The division bench said that the single judge was “justified in identifying the dominant feature of the two competing marks to be INDAMET and ISTAMET. Merely because ‘XR’ and ‘CP’ were removed from consideration in the course of identification of the prominent features of the two marks would not warrant the marks themselves being reconstructed in the manner as suggested by the appellant (Glenmark). This, in any case, since this was not a matter where Sun Pharma was claiming an exclusive right to use the suffix MET,” it said in its 83-page order.
“We ultimately bear in mind the indubitable fact that ISTAMET and INDAMET are meant to attend to chronic ailments. It would therefore be perilous to ignore the test of heightened scrutiny … while considering the issue of deceptive similarity. We also bear in mind the undisputed fact that ISTAMET had been available in the market right from 2011 whereas Glenmark chose to launch its product only on June 16, 2022 and that too after an opposition to its mark had come to be filed by Sun Pharma on May 27, 2022. The question of balance of convenience was thus rightly answered by the single judge while passing the impugned order,” according to the judgement.
Sun Pharma Laboratories, a wholly-owned subsidiary of Sun Pharmaceutical Industries, and Glenmark are contesting over their right to use drug names “Istamet” and “Indamet”, respectively, which Sun Pharma finds to be deceptively similar and confusing. While Sun Pharma’s medicine Istamet sold in the form of tablets under the extensions – ISTAMEsT, ISTAMET XR, and ISTAMET XR CP – is a Schedule ‘G’ drug, Glenmark’s medicine under mark Indamet is a Schedule ‘H’ drug used for treatment of asthma.

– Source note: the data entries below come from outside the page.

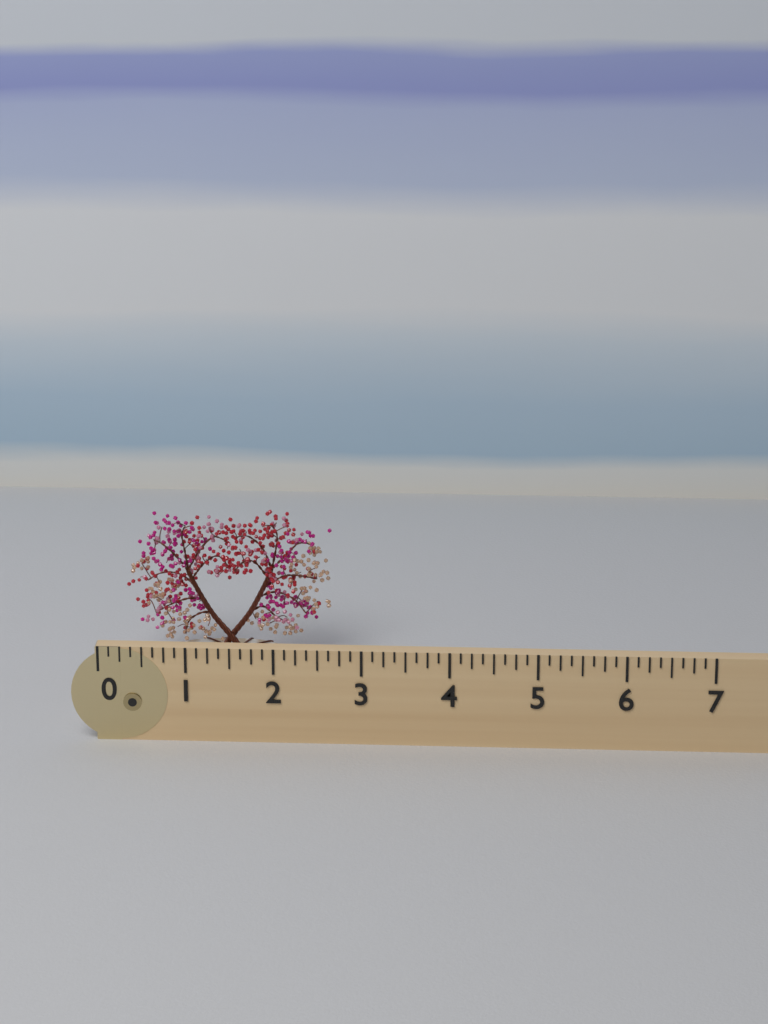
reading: 2.500 (no unit)
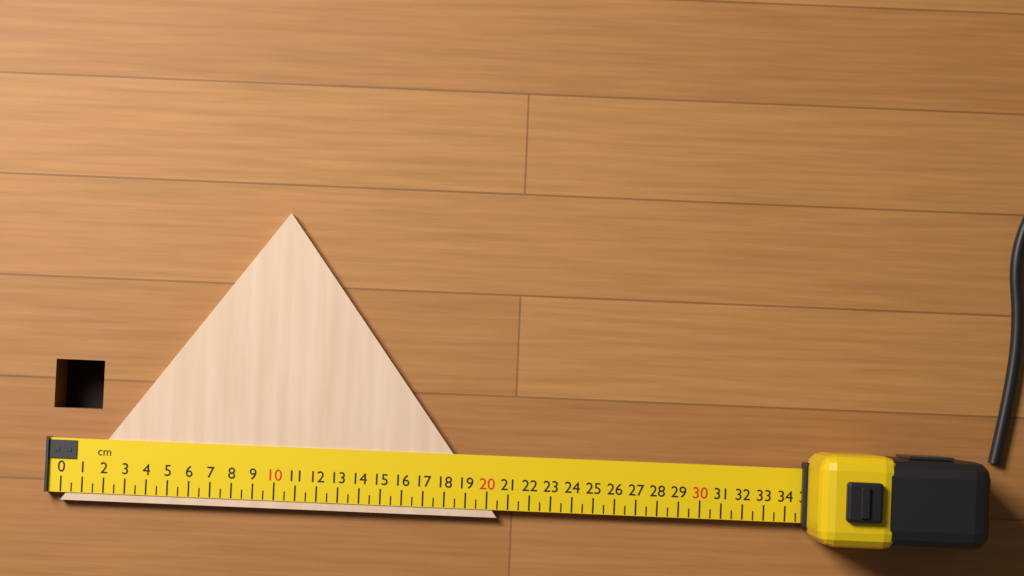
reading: 20.5 cm
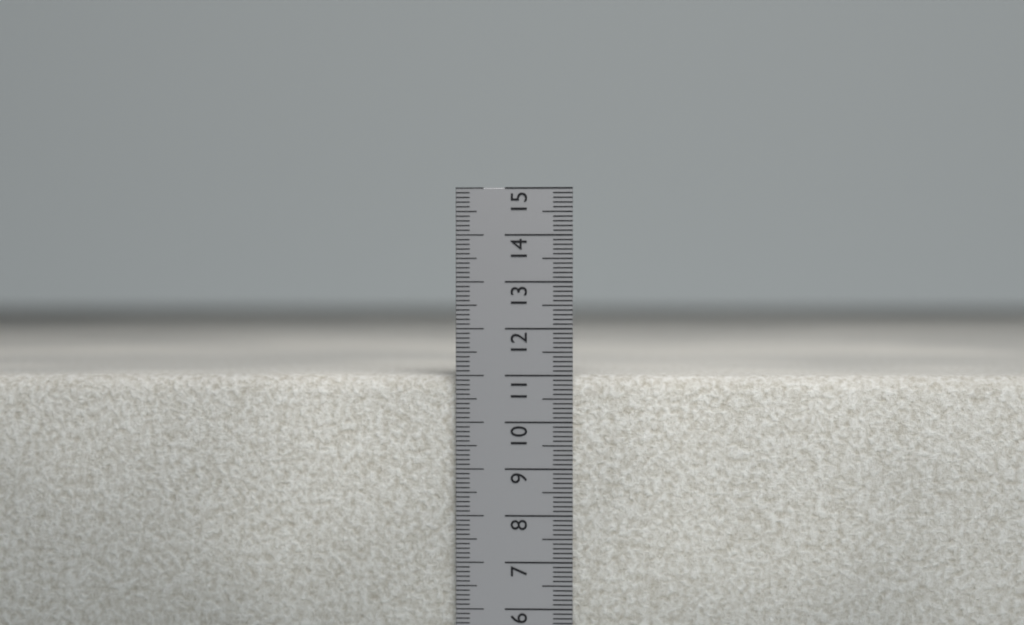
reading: 11.0 cm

Glenmark had argued that the drug sold under the mark Indamet was distinguishable from the one sold under the mark Istamet or Istamet XR CP, since both were for different ailments, had different packaging and the former was sold as a capsule to be inhaled with a dry-powder inhaler whereas the latter was sold as a tablet.However, Sun Pharma asserted that the impugned mark INDAMET was confusingly similar to ISTAMET when tested on the principles of visual, structural and phonetic similarity. It also argued that the adoption of the impugned mark by Glenmark amounts to infringement and would result in erosion of the distinctiveness of Sun Pharma’s mark. Besides, it alleged that a human error in reading or construing Glenmark‘s mark could mislead a user into purchasing an incorrect medicine and thus will have an adverse impact.